» WHAT TO PRODUCE
Only the lines with "pixels" in the entries below belong in the answer; please copy them.

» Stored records
★ ★ ★ ★ ★ ★ ★

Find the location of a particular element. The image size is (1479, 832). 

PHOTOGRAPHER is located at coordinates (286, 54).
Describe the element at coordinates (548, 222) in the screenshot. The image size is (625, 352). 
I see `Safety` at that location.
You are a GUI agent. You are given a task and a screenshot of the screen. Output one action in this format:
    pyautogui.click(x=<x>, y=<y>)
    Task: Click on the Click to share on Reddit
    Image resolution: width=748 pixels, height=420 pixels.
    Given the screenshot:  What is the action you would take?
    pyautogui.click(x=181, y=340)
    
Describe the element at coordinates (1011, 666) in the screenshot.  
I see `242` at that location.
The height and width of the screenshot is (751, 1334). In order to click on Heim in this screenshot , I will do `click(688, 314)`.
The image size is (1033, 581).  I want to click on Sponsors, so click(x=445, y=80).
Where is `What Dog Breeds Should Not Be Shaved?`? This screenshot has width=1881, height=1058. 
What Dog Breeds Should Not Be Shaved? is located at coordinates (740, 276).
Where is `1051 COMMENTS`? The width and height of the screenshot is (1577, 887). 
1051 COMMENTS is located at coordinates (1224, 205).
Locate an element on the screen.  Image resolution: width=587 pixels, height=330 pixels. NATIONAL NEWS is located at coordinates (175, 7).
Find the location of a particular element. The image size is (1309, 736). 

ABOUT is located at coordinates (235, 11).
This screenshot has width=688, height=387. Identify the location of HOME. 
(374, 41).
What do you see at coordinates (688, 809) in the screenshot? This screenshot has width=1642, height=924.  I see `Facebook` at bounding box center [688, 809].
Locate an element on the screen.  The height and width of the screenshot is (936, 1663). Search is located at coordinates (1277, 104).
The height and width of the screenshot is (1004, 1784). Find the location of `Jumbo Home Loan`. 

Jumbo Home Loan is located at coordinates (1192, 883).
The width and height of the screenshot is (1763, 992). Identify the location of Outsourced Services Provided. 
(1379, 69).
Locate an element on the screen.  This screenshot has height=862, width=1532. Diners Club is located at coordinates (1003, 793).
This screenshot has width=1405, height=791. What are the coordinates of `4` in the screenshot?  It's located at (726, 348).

★ ★ ★ ★ ★ ★ ★

» OUTPUT OF THE EXERCISE
    Image resolution: width=748 pixels, height=420 pixels.
Locate an element on the screen.  Image resolution: width=587 pixels, height=330 pixels. NATIONAL NEWS is located at coordinates (175, 7).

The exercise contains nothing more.